Strangler Architecture Design Pattern on AWS

Strangler Architecture Design Pattern on AWS

The Strangler pattern is a technique to gradually migrate legacy systems that was popularized with the exponential popularity of microservices. In this pattern, a service acts as a façade that intercepts requests from the clients and routes them to either the legacy service or new services.

Clients continue to use the same interface, unaware of the migration minimizing the possible impact — and the risk of the migration.

Migrating gradually to a new system, while keeping the old system to handle the features that haven’t been implemented is a better path.

But clients need to know about both systems and update every time a feature has been migrated.”

An Application Load Balancer routes clients’ requests to the Orders Service, the first microservice the team implemented. Everything else continues to go to the Legacy application.

Orders has its own data store and implements all the business logic for Orders. Because some of the features on the legacy app use orders, we need to push the data back to the legacy app to stay in sync (an Anti-corruption Layer of sorts).

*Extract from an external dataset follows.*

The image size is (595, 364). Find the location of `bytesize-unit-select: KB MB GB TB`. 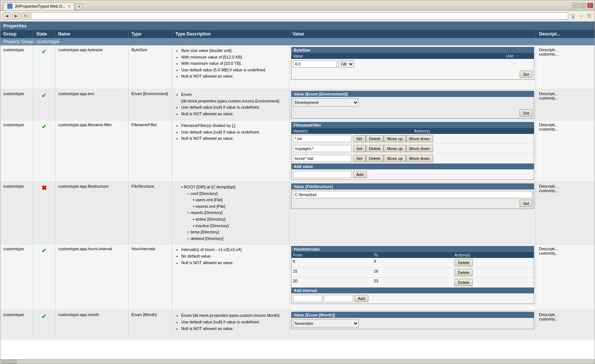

As the project evolves, new features come in and we create new services.

The Leaderboard Service is now available. It’s a completely new feature that the brand new Engagement Team created so there’s no need to interact with the Legacy app.

Teams will continue to create new features and port existing features to new services. When all the required functionality has been phased out of the legacy monolithic app it can be decommissioned.

The façade keeps evolving side by side with the new services. Some data stores can potentially be used by both new and legacy services. New services should be structured in a way that they can be intercepted easily. At some point, the migration should be complete, and the strangler façade should either go away or evolve into a gateway or an adaptor.